Stock up on gloves and microfiber cloths. Rubber gloves can help you through a variety of messy tasks without soaking your hands in water or chemicals. Microfiber cloths can be used wet for kitchen and bath cleaning, or dry for thorough dusting.

Simplify your cleaning products. You should not need more than three or four products, including a mix of vinegar and water in a spray bottle, to tackle every cleaning job in every room of your house.

Keep cleaning tools handy. Having products and rags in a moveable carry-case, and brooms and a vacuum in a central spot, saves time and energy. In a two-story home, keep a second vacuum upstairs for quick and easy pick-ups.

Clean the kitchen every day that you cook. Not the whole kitchen, but the range, the counters to the side of it, the refrigerator handle and the sink.

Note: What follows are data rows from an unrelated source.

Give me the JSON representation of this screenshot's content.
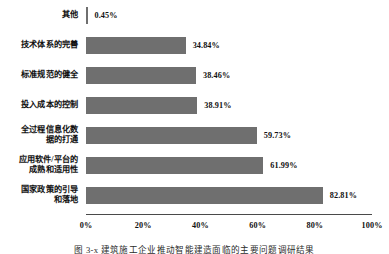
{
  "chart_data": {
    "type": "bar",
    "orientation": "horizontal",
    "title": "",
    "xlabel": "",
    "ylabel": "",
    "xlim": [
      0,
      100
    ],
    "grid": false,
    "legend": null,
    "categories": [
      "其他",
      "技术体系的完善",
      "标准规范的健全",
      "投入成本的控制",
      "全过程信息化数\n据的打通",
      "应用软件/平台的\n成熟和适用性",
      "国家政策的引导\n和落地"
    ],
    "values": [
      0.45,
      34.84,
      38.46,
      38.91,
      59.73,
      61.99,
      82.81
    ],
    "value_labels": [
      "0.45%",
      "34.84%",
      "38.46%",
      "38.91%",
      "59.73%",
      "61.99%",
      "82.81%"
    ],
    "x_ticks": [
      0,
      20,
      40,
      60,
      80,
      100
    ],
    "x_tick_labels": [
      "0%",
      "20%",
      "40%",
      "60%",
      "80%",
      "100%"
    ],
    "bar_color": "#6f6f6f",
    "axis_color": "#4a4a4a",
    "background": "#ffffff"
  },
  "caption": {
    "text": "图 3-x  建筑施工企业推动智能建造面临的主要问题调研结果"
  }
}
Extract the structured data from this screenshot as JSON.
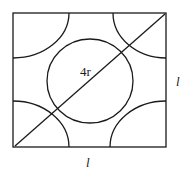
{
  "diagram": {
    "labels": {
      "diagonal": "4r",
      "bottom_edge": "l",
      "right_edge": "l"
    },
    "shapes": {
      "square": {
        "x": 13,
        "y": 13,
        "width": 153,
        "height": 134
      },
      "center_atom": {
        "cx": 90,
        "cy": 81,
        "rx": 43,
        "ry": 42
      },
      "corner_atoms": [
        "top-left",
        "top-right",
        "bottom-left",
        "bottom-right"
      ],
      "diagonal_line": {
        "x1": 15,
        "y1": 146,
        "x2": 165,
        "y2": 14
      }
    },
    "colors": {
      "line": "#1a1a1a",
      "background": "#ffffff"
    }
  }
}
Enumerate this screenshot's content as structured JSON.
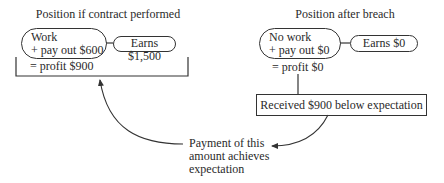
{
  "left": {
    "title": "Position if contract performed",
    "action_line1": "Work",
    "action_line2": "+ pay out $600",
    "earns": "Earns $1,500",
    "result": "= profit $900"
  },
  "right": {
    "title": "Position after breach",
    "action_line1": "No work",
    "action_line2": "+ pay out $0",
    "earns": "Earns $0",
    "result": "= profit $0",
    "shortfall": "Received $900 below expectation"
  },
  "note": {
    "line1": "Payment of this",
    "line2": "amount achieves",
    "line3": "expectation"
  },
  "colors": {
    "line": "#333333",
    "text": "#2a2a2a",
    "background": "#ffffff"
  }
}
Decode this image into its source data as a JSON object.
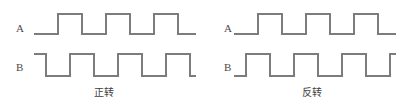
{
  "figure": {
    "type": "quadrature-encoder-waveform-diagram",
    "background_color": "#ffffff",
    "line_color": "#7c7c7c",
    "text_color": "#3d3d3d"
  },
  "panels": [
    {
      "id": "forward",
      "caption": "正转",
      "channels": [
        {
          "id": "A",
          "label": "A",
          "start_level": "low",
          "path": "M 34 34 L 58 34 L 58 14 L 82 14 L 82 34 L 106 34 L 106 14 L 130 14 L 130 34 L 154 34 L 154 14 L 178 14 L 178 34 L 196 34"
        },
        {
          "id": "B",
          "label": "B",
          "start_level": "high",
          "path": "M 34 54 L 46 54 L 46 76 L 70 76 L 70 54 L 94 54 L 94 76 L 118 76 L 118 54 L 142 54 L 142 76 L 166 76 L 166 54 L 190 54 L 190 76 L 196 76"
        }
      ]
    },
    {
      "id": "reverse",
      "caption": "反转",
      "channels": [
        {
          "id": "A",
          "label": "A",
          "start_level": "low",
          "path": "M 26 34 L 50 34 L 50 14 L 74 14 L 74 34 L 98 34 L 98 14 L 122 14 L 122 34 L 146 34 L 146 14 L 170 14 L 170 34 L 188 34"
        },
        {
          "id": "B",
          "label": "B",
          "start_level": "low",
          "path": "M 26 76 L 38 76 L 38 54 L 62 54 L 62 76 L 86 76 L 86 54 L 110 54 L 110 76 L 134 76 L 134 54 L 158 54 L 158 76 L 182 76 L 182 54 L 188 54"
        }
      ]
    }
  ]
}
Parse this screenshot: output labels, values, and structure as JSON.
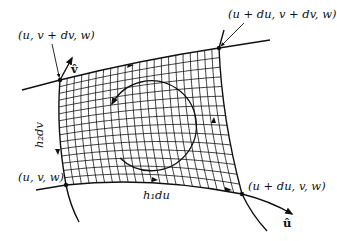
{
  "diagram": {
    "corner_labels": {
      "top_left": "(u, v + dv, w)",
      "top_right": "(u + du, v + dv, w)",
      "bottom_left": "(u, v, w)",
      "bottom_right": "(u + du, v, w)"
    },
    "edge_labels": {
      "bottom": "h₁du",
      "left": "h₂dv"
    },
    "unit_vectors": {
      "u_hat": "û",
      "v_hat": "v̂"
    },
    "colors": {
      "ink": "#111111",
      "background": "#ffffff"
    }
  }
}
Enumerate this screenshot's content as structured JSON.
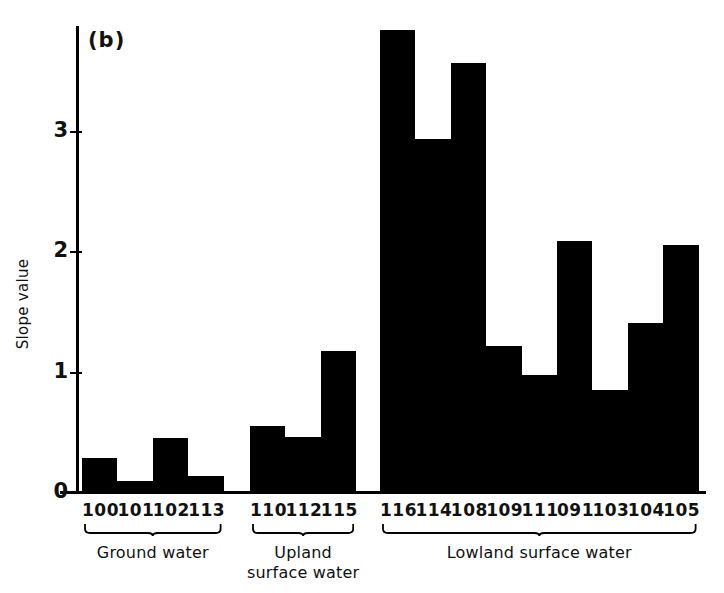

New kitchen dirt is easy to clean, but old kitchen dirt can harden into rock.

Don’t get bogged down with clutter. Spend some time once or twice a month sorting and putting clutter where it belongs. In between, just pick up those light piles of mail and magazines and clean under and around them.

Keep your pets brushed. It will minimize the time you spend dusting and vacuuming.

Have a cleaning path. Whether it’s back of the house to the front, or tougher rooms first, know the route you will take. In any case, clean from the top down, ceilings first, so floors that catch the dust and debris are the last to be swept and/or vacuumed.

Start with the worst challenge in a room. In the kitchen, it’s the range. In the bathroom, it’s the shower. In the dining room, it may be the chandelier. Once you complete the main challenge, the rest of the room is easy.